Recently, it occurred to me that maybe my grief had “leveled.” I think about Murdock every day, more times than I can count. Those memories still bring tears with the smiles; and I still feel the emptiness that his departure left behind. But it had been awhile since I felt that gut punch when the loss hits anew, or had those moments of deep sorrow realizing that I (still) don’t know how to live without my soulmate. Maybe I had crossed into the familiarity of how life would be from now on, without him.
A few days later, I was in the grocery store and passed the dog treats. I felt the air sucked out of me and the tears cascade. I had to step into an aisle to catch my breath and try to collect myself. The thought that I have thought a million times in the last nearly three and a half years struck me as if it were the first realization – Murdock is not here, and I am. And this is life now. And it is still not at all familiar.
Grief is the most difficult of paths to walk. It is all-consuming, but yet, life, including the life you still have to live, goes on. You are given the weight of loss to carry; and the heaviness of that load and your strength to carry it, changes day by day, sometimes minute by minute. You walk and walk, never knowing what is ahead or how long or arduous the path will be. You never trained for this journey. It is all unknown, and you are unprepared.
The unknown is what makes grief exhausting. The ups and downs – the feeling “leveled” one day and gut punched the next. At this point, three years in, I should be stronger, more steady, more conditioned.
But there is no “should” with grief. Of everything I have learned through grieving, that lesson has been the most life-changing. Years ago, if I had seen someone crying in the grocery store, and she shared that she had lost her soulmate the day before, or the week before, I would have cried right along with her. If she told me it was three years ago, I would have had pause. Shouldn’t she be over it? The answer is no – there is no “should,” there is no “over it.” Grief does not have a clock or a calendar or a map.
And that’s why we have to give grace – to others (we don’t know what they are carrying) and especially to ourselves (sometimes I don’t even know what I am carrying). This is a tough journey – it is lonely, it is unpredictable, it is exhausting, it is unending.
Through all of the ups and downs, through the moments that make me smile and the times that the tears don’t stop, I know it is all because of Murdock. Yes, I have to travel this difficult grief journey, with all of its unpredictability, because my best friend is no longer here. But I have the strength to endure because I had the great fortune to experience profound love.
Love is the why – but it is also the how.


## EXERCISE GOAL:
State how many lines in the listing below include the word "Does". Give nothing but the number.

## PROVIDED MATERIAL:
============================================================

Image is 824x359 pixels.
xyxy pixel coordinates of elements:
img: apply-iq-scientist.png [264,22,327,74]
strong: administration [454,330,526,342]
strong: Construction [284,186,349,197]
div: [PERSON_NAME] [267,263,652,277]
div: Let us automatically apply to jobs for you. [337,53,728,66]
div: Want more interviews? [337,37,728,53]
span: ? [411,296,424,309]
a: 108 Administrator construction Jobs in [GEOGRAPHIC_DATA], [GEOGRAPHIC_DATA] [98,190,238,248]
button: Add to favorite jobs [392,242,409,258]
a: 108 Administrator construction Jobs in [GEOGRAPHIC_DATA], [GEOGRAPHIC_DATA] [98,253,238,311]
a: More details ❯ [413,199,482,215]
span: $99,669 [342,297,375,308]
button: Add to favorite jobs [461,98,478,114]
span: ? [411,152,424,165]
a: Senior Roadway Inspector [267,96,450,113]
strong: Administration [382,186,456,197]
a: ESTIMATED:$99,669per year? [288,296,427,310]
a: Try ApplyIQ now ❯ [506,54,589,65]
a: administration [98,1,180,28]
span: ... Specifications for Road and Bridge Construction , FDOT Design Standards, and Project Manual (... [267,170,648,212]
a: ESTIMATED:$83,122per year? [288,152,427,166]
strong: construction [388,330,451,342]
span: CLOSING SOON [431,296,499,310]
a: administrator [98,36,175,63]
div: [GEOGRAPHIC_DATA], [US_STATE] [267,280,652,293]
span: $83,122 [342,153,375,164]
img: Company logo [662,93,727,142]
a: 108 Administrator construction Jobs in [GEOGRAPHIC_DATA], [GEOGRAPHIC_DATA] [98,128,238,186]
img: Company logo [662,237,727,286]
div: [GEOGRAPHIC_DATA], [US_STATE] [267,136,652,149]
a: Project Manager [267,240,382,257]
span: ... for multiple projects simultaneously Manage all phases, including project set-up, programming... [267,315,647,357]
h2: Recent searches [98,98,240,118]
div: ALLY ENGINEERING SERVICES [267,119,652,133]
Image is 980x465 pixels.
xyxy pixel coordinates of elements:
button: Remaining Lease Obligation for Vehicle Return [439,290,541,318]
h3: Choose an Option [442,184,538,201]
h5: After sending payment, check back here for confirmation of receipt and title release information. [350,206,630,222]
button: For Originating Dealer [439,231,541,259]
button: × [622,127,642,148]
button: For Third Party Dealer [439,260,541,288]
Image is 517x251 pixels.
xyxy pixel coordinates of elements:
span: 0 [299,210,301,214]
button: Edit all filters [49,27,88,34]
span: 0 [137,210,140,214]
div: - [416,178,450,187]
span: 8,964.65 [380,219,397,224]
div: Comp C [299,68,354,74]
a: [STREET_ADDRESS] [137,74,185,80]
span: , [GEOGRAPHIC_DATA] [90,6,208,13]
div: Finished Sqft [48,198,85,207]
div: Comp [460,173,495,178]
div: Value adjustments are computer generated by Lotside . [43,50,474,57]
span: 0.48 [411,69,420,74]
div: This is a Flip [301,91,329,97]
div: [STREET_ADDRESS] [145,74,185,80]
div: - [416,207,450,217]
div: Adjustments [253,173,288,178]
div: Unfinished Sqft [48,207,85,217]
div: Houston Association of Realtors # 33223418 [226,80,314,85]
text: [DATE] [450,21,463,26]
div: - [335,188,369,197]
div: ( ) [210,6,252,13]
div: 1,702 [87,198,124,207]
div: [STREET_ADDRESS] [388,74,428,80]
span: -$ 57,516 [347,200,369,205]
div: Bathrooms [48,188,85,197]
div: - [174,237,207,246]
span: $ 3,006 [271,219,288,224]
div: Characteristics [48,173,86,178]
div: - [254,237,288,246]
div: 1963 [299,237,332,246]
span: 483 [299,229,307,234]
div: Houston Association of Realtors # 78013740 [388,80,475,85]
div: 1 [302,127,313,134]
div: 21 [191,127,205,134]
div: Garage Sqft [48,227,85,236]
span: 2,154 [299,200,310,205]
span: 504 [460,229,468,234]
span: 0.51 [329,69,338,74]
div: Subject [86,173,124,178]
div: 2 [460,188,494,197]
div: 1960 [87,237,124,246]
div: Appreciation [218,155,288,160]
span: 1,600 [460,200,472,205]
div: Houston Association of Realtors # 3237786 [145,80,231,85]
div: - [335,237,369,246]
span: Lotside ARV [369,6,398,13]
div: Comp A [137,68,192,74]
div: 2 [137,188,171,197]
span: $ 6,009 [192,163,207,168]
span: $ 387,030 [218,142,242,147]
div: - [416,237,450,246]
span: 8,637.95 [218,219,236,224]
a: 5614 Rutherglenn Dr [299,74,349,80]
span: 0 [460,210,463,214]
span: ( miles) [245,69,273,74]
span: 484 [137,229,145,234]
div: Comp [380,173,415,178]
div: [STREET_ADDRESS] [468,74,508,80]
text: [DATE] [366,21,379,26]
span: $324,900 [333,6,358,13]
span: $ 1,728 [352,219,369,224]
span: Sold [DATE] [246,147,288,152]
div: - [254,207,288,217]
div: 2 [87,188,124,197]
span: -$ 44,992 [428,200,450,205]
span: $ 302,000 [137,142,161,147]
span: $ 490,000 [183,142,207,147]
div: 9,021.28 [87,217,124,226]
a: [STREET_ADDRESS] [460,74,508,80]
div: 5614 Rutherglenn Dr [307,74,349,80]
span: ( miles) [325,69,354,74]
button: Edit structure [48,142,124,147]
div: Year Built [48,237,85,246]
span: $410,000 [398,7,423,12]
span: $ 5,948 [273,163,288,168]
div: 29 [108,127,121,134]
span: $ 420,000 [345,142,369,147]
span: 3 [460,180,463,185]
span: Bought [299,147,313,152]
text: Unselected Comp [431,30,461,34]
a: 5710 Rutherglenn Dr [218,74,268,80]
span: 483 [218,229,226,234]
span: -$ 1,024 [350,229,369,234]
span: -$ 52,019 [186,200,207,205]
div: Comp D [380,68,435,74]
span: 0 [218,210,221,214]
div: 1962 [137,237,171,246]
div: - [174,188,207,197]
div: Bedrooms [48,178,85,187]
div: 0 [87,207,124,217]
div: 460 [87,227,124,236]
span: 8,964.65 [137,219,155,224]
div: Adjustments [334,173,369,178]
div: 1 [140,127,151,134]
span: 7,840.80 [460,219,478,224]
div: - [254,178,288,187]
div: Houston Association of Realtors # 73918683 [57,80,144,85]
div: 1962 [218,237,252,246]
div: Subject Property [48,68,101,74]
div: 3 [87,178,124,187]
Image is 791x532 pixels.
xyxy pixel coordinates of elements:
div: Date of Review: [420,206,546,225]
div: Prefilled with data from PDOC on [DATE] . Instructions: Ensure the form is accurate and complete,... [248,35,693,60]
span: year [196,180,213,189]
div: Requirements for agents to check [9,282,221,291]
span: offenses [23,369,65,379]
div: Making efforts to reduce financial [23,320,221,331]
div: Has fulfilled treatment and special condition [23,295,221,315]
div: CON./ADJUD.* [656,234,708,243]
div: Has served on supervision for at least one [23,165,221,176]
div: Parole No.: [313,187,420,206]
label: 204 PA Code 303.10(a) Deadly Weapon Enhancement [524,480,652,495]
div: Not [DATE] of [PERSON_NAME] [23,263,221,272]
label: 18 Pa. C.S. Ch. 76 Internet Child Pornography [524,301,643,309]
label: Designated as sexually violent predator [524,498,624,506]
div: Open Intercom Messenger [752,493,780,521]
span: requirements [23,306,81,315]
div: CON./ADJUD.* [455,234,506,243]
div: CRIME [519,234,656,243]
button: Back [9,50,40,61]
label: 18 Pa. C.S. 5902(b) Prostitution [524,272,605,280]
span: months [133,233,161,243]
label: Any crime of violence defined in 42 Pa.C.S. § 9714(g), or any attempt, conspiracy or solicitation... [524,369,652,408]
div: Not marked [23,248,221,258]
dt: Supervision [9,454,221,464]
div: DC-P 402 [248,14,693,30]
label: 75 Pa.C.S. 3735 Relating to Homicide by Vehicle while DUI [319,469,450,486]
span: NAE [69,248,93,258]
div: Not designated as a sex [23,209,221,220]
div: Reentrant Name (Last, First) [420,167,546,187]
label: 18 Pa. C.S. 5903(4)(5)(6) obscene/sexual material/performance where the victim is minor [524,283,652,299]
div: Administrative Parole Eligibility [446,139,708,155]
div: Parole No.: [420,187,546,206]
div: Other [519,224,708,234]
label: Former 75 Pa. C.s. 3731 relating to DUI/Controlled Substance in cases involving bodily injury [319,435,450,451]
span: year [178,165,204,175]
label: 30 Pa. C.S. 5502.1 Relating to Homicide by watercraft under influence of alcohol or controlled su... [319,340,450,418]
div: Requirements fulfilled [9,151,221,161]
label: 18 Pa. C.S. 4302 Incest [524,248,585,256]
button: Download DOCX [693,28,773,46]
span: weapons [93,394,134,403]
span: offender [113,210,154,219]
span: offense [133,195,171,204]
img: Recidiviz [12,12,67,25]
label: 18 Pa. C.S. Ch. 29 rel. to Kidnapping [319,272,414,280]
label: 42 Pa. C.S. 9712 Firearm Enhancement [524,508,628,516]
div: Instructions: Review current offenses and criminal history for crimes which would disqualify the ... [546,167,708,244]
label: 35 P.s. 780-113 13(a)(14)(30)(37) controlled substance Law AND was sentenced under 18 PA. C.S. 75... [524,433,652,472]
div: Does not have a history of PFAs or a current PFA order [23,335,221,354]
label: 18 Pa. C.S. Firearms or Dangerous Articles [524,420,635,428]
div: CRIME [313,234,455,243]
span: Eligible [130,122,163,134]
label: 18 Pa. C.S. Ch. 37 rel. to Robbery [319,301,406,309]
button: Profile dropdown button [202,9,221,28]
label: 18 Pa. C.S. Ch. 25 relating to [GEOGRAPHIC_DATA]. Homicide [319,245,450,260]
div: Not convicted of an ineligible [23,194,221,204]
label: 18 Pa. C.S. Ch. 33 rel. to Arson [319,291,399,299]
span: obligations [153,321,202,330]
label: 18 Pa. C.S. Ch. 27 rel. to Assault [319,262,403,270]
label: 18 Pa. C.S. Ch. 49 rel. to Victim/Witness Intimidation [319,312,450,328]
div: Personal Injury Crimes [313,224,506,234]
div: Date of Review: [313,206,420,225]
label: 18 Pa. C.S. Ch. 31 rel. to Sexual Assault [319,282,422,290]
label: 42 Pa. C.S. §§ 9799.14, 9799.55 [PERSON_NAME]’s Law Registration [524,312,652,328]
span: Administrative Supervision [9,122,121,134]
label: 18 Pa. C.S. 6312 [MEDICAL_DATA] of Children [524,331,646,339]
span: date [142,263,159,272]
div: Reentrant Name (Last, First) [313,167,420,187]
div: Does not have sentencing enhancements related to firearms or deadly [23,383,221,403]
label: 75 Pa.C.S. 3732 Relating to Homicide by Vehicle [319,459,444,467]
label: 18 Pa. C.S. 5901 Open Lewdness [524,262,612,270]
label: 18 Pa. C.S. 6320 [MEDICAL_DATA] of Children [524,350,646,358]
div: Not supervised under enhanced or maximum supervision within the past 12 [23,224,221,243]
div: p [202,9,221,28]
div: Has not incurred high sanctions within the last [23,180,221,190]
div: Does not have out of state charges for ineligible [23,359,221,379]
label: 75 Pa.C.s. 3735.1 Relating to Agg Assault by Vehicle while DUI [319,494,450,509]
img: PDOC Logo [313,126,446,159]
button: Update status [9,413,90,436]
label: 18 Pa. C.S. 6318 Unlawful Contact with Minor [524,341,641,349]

============================================================

## ANSWER TO THIS TASK:
3